In another pharmacokinetics study, each dog was injected intravenously (cephalic vein) with CBD (90 mg in 2 mL of 70% ethanol). After dosing, the urine volumes were continuously collected for 30 h at intervals of 0, 1, 2, 3, 4, 6, 8, 10, 12, 14, 22, 26, and 30 h. The apparent terminal plasma half-life (T
1/2β) of CBD from the urine data was significantly shorter than the elimination half-life (T
1/2) of CBD calculated from the plasma data (7–9 h). The T
1/2 of all the metabolites was similar to that of CBD indicating that the excretion of these urinary metabolites was formation-rate limited [
84].
In dogs, the onset of clinical signs in cases of marijuana toxicosis typically occurs within 30–90 min of exposure and can last up to 96 h [
85]. After oral ingestion, THC is almost completely absorbed. THC goes through a substantial first-pass or presystemic metabolism. It is metabolized by liver microsomal hydroxylation and non-microsomal oxidation. THC is highly lipophilic and readily distributes to the brain and other fatty tissues following absorption. Its high lipid solubility contributes to its large volume of distribution (Vd) and long elimination half-life (T
1/2). One pharmacokinetic study investigated the use of a phytocannabinoid-based medicine—Sativex
® (GW Pharma Ltd., Sovereign House, Vision Park, Histon, Cambridge, UK) in dogs which is currently marketed for the treatment of spasticity and pain of multiple sclerosis in humans. It was shown that single or multiple doses administered sublingually to dogs resulted in maximum plasma concentrations of phytocannabinoids at 1–2 h and suggested progressive accumulation after the multiple dose treatment [
86]. Another study carried out in dogs found non-proportional increases in plasma cannabinoid concentrations with increasing oral doses, this as well as potential differences in Cannabis herbal extract product composition and dose regimen consistency, which may all lead to adverse effects [
87]. One study showed adverse events associated with CBD administration including elevation in liver enzymes (
n = 14) and vomiting (
n = 2) [
88].
Finally, it was stated that most pharmaceuticals follow a familiar pharmacokinetics pattern by demonstrating a linear dose–response curve and thus displaying a direct linear relationship between the increasing dose and increased efficacy until a maximum level of efficacy is reached. The dosing of cannabis above this maximal effect may lead to an increase in adverse effects with little to no increase in therapeutic value [
18].
6.1. Mechanism of Action
A major advance in our understanding of how cannabis works has been the discovery of specific receptor proteins in the brain that recognize cannabinoids including THC.

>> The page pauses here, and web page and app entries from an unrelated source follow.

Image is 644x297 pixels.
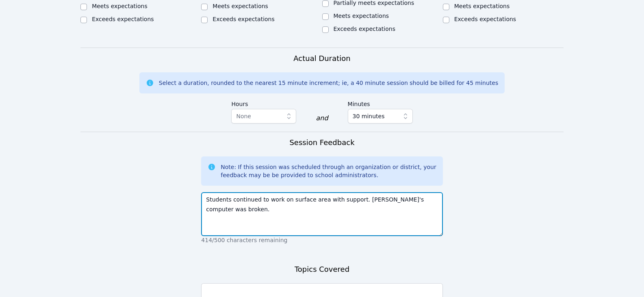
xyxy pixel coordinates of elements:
[353,111,384,121] span: 30 minutes
[201,192,442,236] textarea: Students continued to work on surface area with support. [PERSON_NAME]'s computer was broken.
[289,137,354,148] h3: Session Feedback
[213,16,274,23] label: Exceeds expectations
[454,3,510,10] label: Meets expectations
[294,263,350,275] h3: Topics Covered
[316,113,328,123] div: and
[236,113,251,119] span: None
[231,109,296,124] button: None
[348,109,413,124] button: 30 minutes
[92,3,147,10] label: Meets expectations
[221,163,436,179] div: Note: If this session was scheduled through an organization or district, your feedback may be be ...
[454,16,516,23] label: Exceeds expectations
[159,79,498,87] div: Select a duration, rounded to the nearest 15 minute increment; ie, a 40 minute session should be ...
[348,97,413,109] label: Minutes
[334,26,395,32] label: Exceeds expectations
[201,236,442,244] p: 414/500 characters remaining
[334,13,389,19] label: Meets expectations
[92,16,153,23] label: Exceeds expectations
[293,53,350,64] h3: Actual Duration
[231,97,296,109] label: Hours
[213,3,268,10] label: Meets expectations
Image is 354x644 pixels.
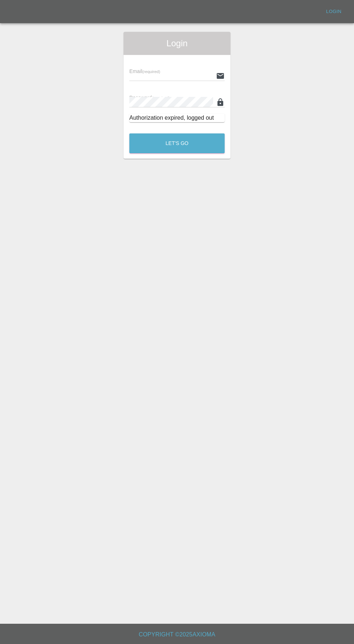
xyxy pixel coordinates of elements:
h6: Copyright © 2025 Axioma [6,630,348,640]
span: Password [129,95,170,101]
span: Email [129,68,160,74]
button: Let's Go [129,134,225,153]
div: Authorization expired, logged out [129,113,225,123]
a: Login [323,6,346,18]
small: (required) [143,69,160,74]
span: Login [129,38,225,49]
small: (required) [152,96,171,101]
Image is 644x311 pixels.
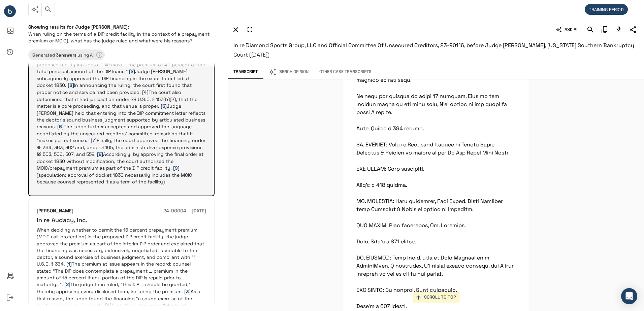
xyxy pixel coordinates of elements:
button: SCROLL TO TOP [412,292,460,302]
span: In re Diamond Sports Group, LLC and Official Committee Of Unsecured Creditors, 23-90116, before J... [234,42,634,59]
span: [3] [184,288,190,294]
span: [2] [129,68,135,75]
b: 3 answer s [56,52,77,58]
h6: In re Audacy, Inc. [37,216,206,224]
h6: Showing results for Judge [PERSON_NAME]: [28,24,219,30]
button: Transcript [228,65,263,79]
div: Learn more about your results [28,49,105,60]
span: [6] [58,124,63,130]
span: [3] [68,82,74,88]
button: Share Transcript [627,24,638,35]
span: [5] [161,103,166,109]
div: Open Intercom Messenger [620,288,636,304]
button: Search [584,24,596,35]
h6: 24-90004 [164,207,186,215]
h6: [PERSON_NAME] [37,207,74,215]
span: TRAINING PERIOD [584,7,628,12]
span: [9] [173,164,180,171]
button: Other Case Transcripts [314,65,376,79]
div: We are not billing you for your initial period of in-app activity. [584,4,631,15]
span: [8] [97,151,103,157]
button: Download Transcript [613,24,624,35]
span: [4] [105,302,112,308]
span: [7] [91,137,96,144]
span: [4] [142,89,148,95]
span: [1] [66,261,72,267]
p: When ruling on the debtor-in-possession (DIP) credit facility and its prepayment premium (the 40 ... [37,7,206,185]
button: Bench Opinion [263,65,314,79]
span: Generated using AI [28,52,97,58]
span: [2] [64,282,70,287]
p: When ruling on the terms of a DIP credit facility in the context of a prepayment premium or MOIC)... [28,30,219,44]
button: Copy Citation [599,24,610,35]
h6: [DATE] [192,207,206,215]
button: ASK AI [554,24,579,35]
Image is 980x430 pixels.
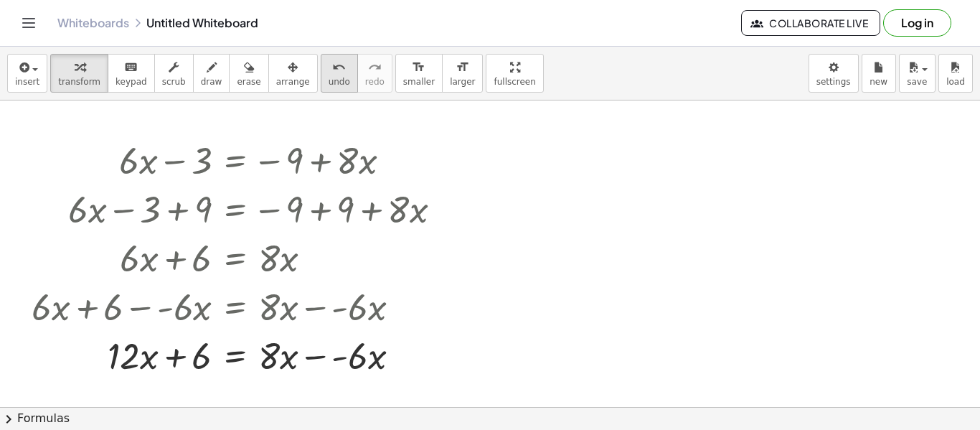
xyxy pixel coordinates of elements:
[154,54,194,93] button: scrub
[450,77,475,87] span: larger
[403,77,435,87] span: smaller
[277,77,310,87] span: arrange
[15,77,39,87] span: insert
[456,59,469,76] i: format_size
[869,77,887,87] span: new
[50,54,108,93] button: transform
[57,16,129,30] a: Whiteboards
[741,10,881,36] button: Collaborate Live
[486,54,543,93] button: fullscreen
[163,77,185,87] span: scrub
[442,54,483,93] button: format_sizelarger
[321,54,358,93] button: undoundo
[124,59,138,76] i: keyboard
[365,77,385,87] span: redo
[58,77,100,87] span: transform
[907,77,927,87] span: save
[493,77,535,87] span: fullscreen
[17,11,40,34] button: Toggle navigation
[201,77,222,87] span: draw
[946,77,965,87] span: load
[332,59,346,76] i: undo
[108,54,155,93] button: keyboardkeypad
[236,77,260,87] span: erase
[808,54,859,93] button: settings
[753,16,868,30] span: Collaborate Live
[817,77,851,87] span: settings
[899,54,936,93] button: save
[116,77,147,87] span: keypad
[862,54,896,93] button: new
[396,54,442,93] button: format_sizesmaller
[412,59,425,76] i: format_size
[229,54,268,93] button: erase
[193,54,231,93] button: draw
[328,77,350,87] span: undo
[883,9,951,37] button: Log in
[268,54,318,93] button: arrange
[7,54,48,93] button: insert
[938,54,973,93] button: load
[357,54,392,93] button: redoredo
[368,59,382,76] i: redo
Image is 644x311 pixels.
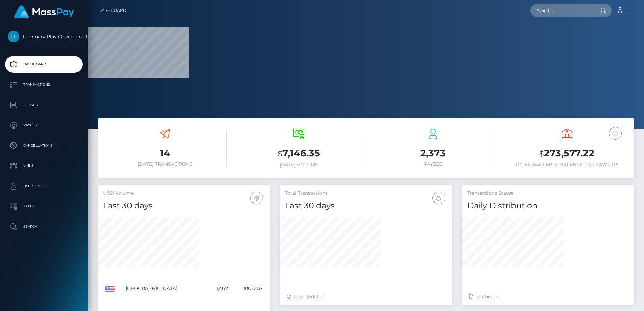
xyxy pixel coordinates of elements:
h4: Last 30 days [285,200,447,212]
img: US.png [105,286,115,292]
p: Transactions [8,80,80,90]
h3: 2,373 [371,146,495,160]
a: Taxes [5,198,83,215]
small: $ [539,149,544,158]
h6: Payees [371,161,495,167]
td: 1,467 [206,281,230,296]
p: User Profile [8,181,80,191]
p: Taxes [8,201,80,211]
a: Dashboard [5,56,83,73]
h3: 7,146.35 [237,146,361,160]
h3: 14 [103,146,227,160]
a: Payees [5,117,83,133]
a: Cancellations [5,137,83,154]
img: Luminary Play Operations Limited [8,31,19,43]
h5: USD Volume [103,190,264,196]
h4: Last 30 days [103,200,264,212]
p: Ledger [8,100,80,110]
img: MassPay Logo [14,5,74,19]
p: Cancellations [8,140,80,151]
a: Search [5,218,83,235]
h3: 273,577.22 [505,146,629,160]
a: User Profile [5,178,83,195]
a: Transactions [5,76,83,93]
h6: [DATE] Volume [237,162,361,168]
h6: [DATE] Transactions [103,161,227,167]
small: $ [277,149,282,158]
h6: Total Available Balance for Payouts [505,162,629,168]
p: Search [8,222,80,232]
a: Dashboard [98,3,126,18]
h4: Daily Distribution [467,200,629,212]
h5: Total Transactions [285,190,447,196]
div: Last hours [469,293,627,300]
td: [GEOGRAPHIC_DATA] [124,281,206,296]
a: Links [5,157,83,174]
input: Search... [531,4,594,17]
p: Dashboard [8,59,80,69]
h5: Transactions Status [467,190,629,196]
td: 100.00% [230,281,265,296]
p: Links [8,161,80,171]
div: Just Updated [287,293,445,300]
a: Ledger [5,96,83,114]
p: Payees [8,120,80,130]
span: Luminary Play Operations Limited [5,33,83,40]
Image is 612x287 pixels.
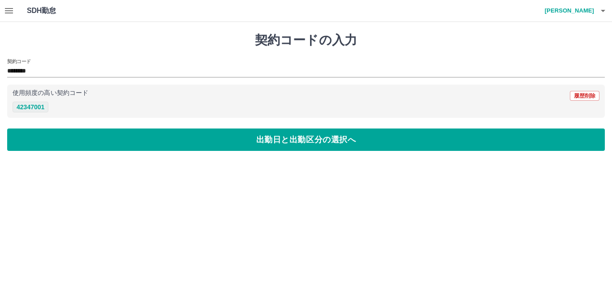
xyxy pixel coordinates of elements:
[7,33,605,48] h1: 契約コードの入力
[13,90,88,96] p: 使用頻度の高い契約コード
[7,129,605,151] button: 出勤日と出勤区分の選択へ
[570,91,600,101] button: 履歴削除
[7,58,31,65] h2: 契約コード
[13,102,48,113] button: 42347001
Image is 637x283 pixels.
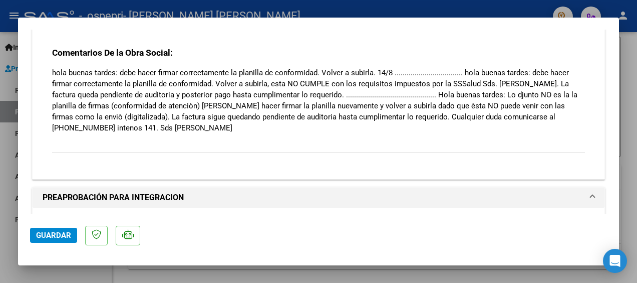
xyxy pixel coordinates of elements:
[30,227,77,242] button: Guardar
[36,230,71,239] span: Guardar
[52,67,585,133] p: hola buenas tardes: debe hacer firmar correctamente la planilla de conformidad. Volver a subirla....
[43,191,184,203] h1: PREAPROBACIÓN PARA INTEGRACION
[33,187,605,207] mat-expansion-panel-header: PREAPROBACIÓN PARA INTEGRACION
[52,48,173,58] strong: Comentarios De la Obra Social:
[603,248,627,272] div: Open Intercom Messenger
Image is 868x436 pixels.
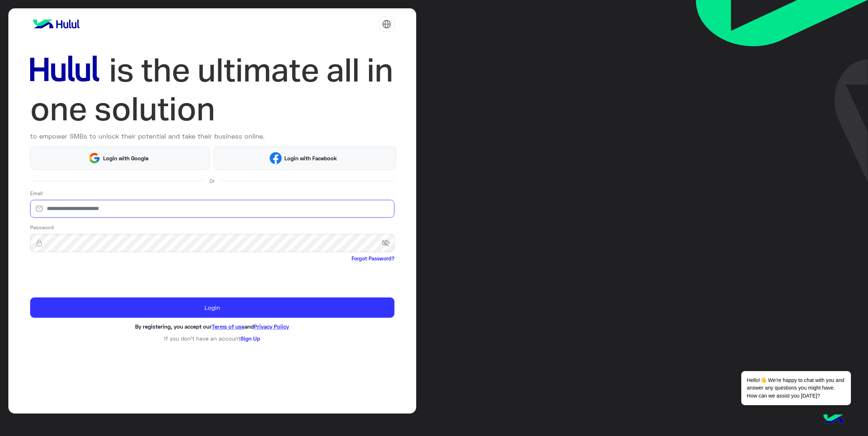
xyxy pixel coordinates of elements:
button: Login [30,297,394,318]
span: Hello!👋 We're happy to chat with you and answer any questions you might have. How can we assist y... [741,371,850,405]
img: hululLoginTitle_EN.svg [30,51,394,129]
a: Forgot Password? [351,255,394,263]
label: Password [30,224,54,231]
span: Login with Facebook [281,155,340,162]
iframe: reCAPTCHA [30,264,140,292]
img: email [30,205,48,212]
span: Or [209,177,214,184]
span: By registering, you accept our [135,324,212,330]
span: and [244,324,254,330]
img: hulul-logo.png [820,407,846,433]
a: Sign Up [241,336,260,342]
label: Email [30,190,43,197]
p: to empower SMBs to unlock their potential and take their business online. [30,132,394,141]
a: Terms of use [212,324,244,330]
img: Google [88,152,100,165]
img: Facebook [269,152,281,165]
a: Privacy Policy [254,324,289,330]
button: Login with Facebook [213,147,396,170]
span: Login with Google [100,155,151,162]
span: visibility_off [382,237,394,250]
h6: If you don’t have an account [30,336,394,342]
img: logo [30,17,82,31]
img: lock [30,240,48,246]
button: Login with Google [30,147,209,170]
img: tab [382,20,391,29]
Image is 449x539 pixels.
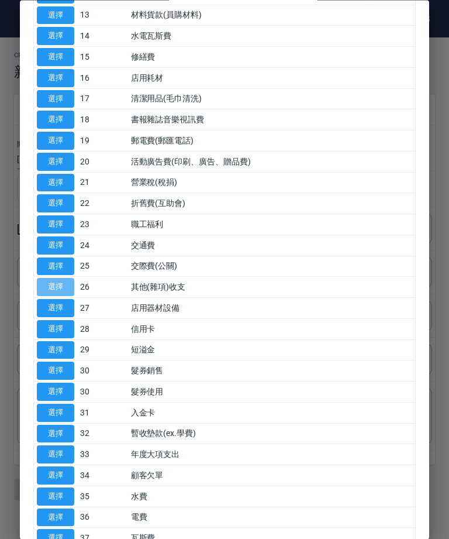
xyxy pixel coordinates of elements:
[128,26,416,47] td: 水電瓦斯費
[37,425,74,443] button: 選擇
[77,47,128,68] td: 15
[37,195,74,213] button: 選擇
[128,382,416,403] td: 髮券使用
[37,90,74,108] button: 選擇
[77,277,128,298] td: 26
[77,403,128,424] td: 31
[77,382,128,403] td: 30
[77,89,128,110] td: 17
[128,424,416,445] td: 暫收墊款(ex.學費)
[37,383,74,402] button: 選擇
[128,465,416,486] td: 顧客欠單
[77,298,128,319] td: 27
[128,109,416,131] td: 書報雜誌音樂視訊費
[77,152,128,173] td: 20
[77,361,128,382] td: 30
[128,5,416,26] td: 材料貨款(員購材料)
[77,193,128,214] td: 22
[37,236,74,255] button: 選擇
[37,320,74,338] button: 選擇
[37,6,74,25] button: 選擇
[77,131,128,152] td: 19
[37,341,74,359] button: 選擇
[77,486,128,507] td: 35
[37,300,74,318] button: 選擇
[37,488,74,506] button: 選擇
[37,279,74,297] button: 選擇
[77,507,128,529] td: 36
[37,153,74,171] button: 選擇
[37,69,74,87] button: 選擇
[37,216,74,234] button: 選擇
[77,340,128,361] td: 29
[128,214,416,235] td: 職工福利
[37,132,74,150] button: 選擇
[128,444,416,465] td: 年度大項支出
[77,68,128,89] td: 16
[77,26,128,47] td: 14
[128,193,416,214] td: 折舊費(互助會)
[128,152,416,173] td: 活動廣告費(印刷、廣告、贈品費)
[128,340,416,361] td: 短溢金
[128,298,416,319] td: 店用器材設備
[128,361,416,382] td: 髮券銷售
[128,256,416,277] td: 交際費(公關)
[128,47,416,68] td: 修繕費
[37,49,74,67] button: 選擇
[37,509,74,527] button: 選擇
[37,362,74,380] button: 選擇
[128,277,416,298] td: 其他(雜項)收支
[128,486,416,507] td: 水費
[37,258,74,276] button: 選擇
[77,173,128,194] td: 21
[77,214,128,235] td: 23
[128,403,416,424] td: 入金卡
[128,68,416,89] td: 店用耗材
[77,109,128,131] td: 18
[77,5,128,26] td: 13
[128,173,416,194] td: 營業稅(稅捐)
[128,319,416,340] td: 信用卡
[77,424,128,445] td: 32
[77,465,128,486] td: 34
[37,446,74,464] button: 選擇
[77,319,128,340] td: 28
[37,174,74,192] button: 選擇
[128,89,416,110] td: 清潔用品(毛巾清洗)
[37,111,74,129] button: 選擇
[37,467,74,485] button: 選擇
[77,444,128,465] td: 33
[128,507,416,529] td: 電費
[77,235,128,256] td: 24
[37,28,74,46] button: 選擇
[128,235,416,256] td: 交通費
[77,256,128,277] td: 25
[37,404,74,422] button: 選擇
[128,131,416,152] td: 郵電費(郵匯電話)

Among several that have been identified, the two primary types of cannabinoid receptors are CB1 and CB2, both coupled to G-proteins [
19]. CB1 and CB2 receptors have been identified in rats, guinea pigs, dogs, monkeys, pigs, and humans [
89]. CB1 receptors are widely distributed in the brain (central nervous system—CNS) and correlate with cannabinoid effects on cognition, appetite, emotions, memory, perception and control of movement. An interspecies variation in the anatomical location of the CB1 receptors is seen in dogs. Dogs in particular have a higher density of CB1 receptors in their cerebellum compared to any other species studied [
90]. The existence of endogenous cannabinoid receptor agonists has also been demonstrated. These discoveries have led to the development of selective cannabinoid CB1 and CB2 receptor ligands.
CB1 receptors are located within lipid membranes of presynaptic neurons. They inhibit cAMP and stimulate mitogen-activated protein kinases to modulate the control of ion channels, particularly voltage-activated calcium ion channels and potassium channels. The result is the inhibition of the neurotransmitter release, both excitatory and inhibitory. CB1 receptors also activate phospholipase C and PI-3-kinase. The endogenous ligand for cannabinoid receptors, known as endocannabinoids, are derived from arachidonic acids and are closely related to prostaglandins.
CB2 receptors are less frequently found in the CNS but are highly concentrated in the peripheral nervous system and immune system where they play a part in inflammation and pain regulation [
91]. CB2 receptors regulate ceramide biosynthesis. The endogenous cannabinoids bind to these receptors as part of the modulation of signalling pathways and in association with several pathophysiological conditions (e.g., neurological disorders).
6.2. Pathogenesis
CBD is believed to act on unique receptors in the brain that are selective for cannabinoids and responsible for the CNS effects. Cannabinoids can enhance the formation of norepinephrine, dopamine, and serotonin. Toxic effects are an extension of the pharmacological and clinical effects. The oral LD
50 values of pure THC in rats and mice are 666 and 482 mg/kg body weight, respectively [
56]. The minimum lethal oral dose in the dog for THC is greater than 3 g of plant material per kg body weight [
92].
8. Concerns Regarding Illegal Product Claims and Unknown Composition
CBD oil products may be marketed that do not conform to regulations, both animal and human. In the US, the FDA has also had to cite multiple companies illegally selling CBD products because the companies claimed they could prevent, diagnose, treat, or cure disease with some of these companies marketing products targeted toward animals [
106].
The marketing of illegitimate products occurs, particularly when the regulatory framework is not well known and during periods of the rapid expansion of any particular sector. In the EU, all labelling information for CBD feed additives is controlled by EFSA for animal feed and human food, under the Regulation (EU) No 1169/2011 [
107], (EC) No 178/2002 [
55], and Regulation (EC) No 1924/2006 [
63]. The principles behind the legislation are the 100% accuracy of labelling and claims based on scientific evidence. Veterinarians may be the most likely professional group to observe abnormal reactions, for example, psychoactive responses in animals that may have received a defective product (see
Section 9). Veterinarians may also be approached to stock CBD products in their clinics.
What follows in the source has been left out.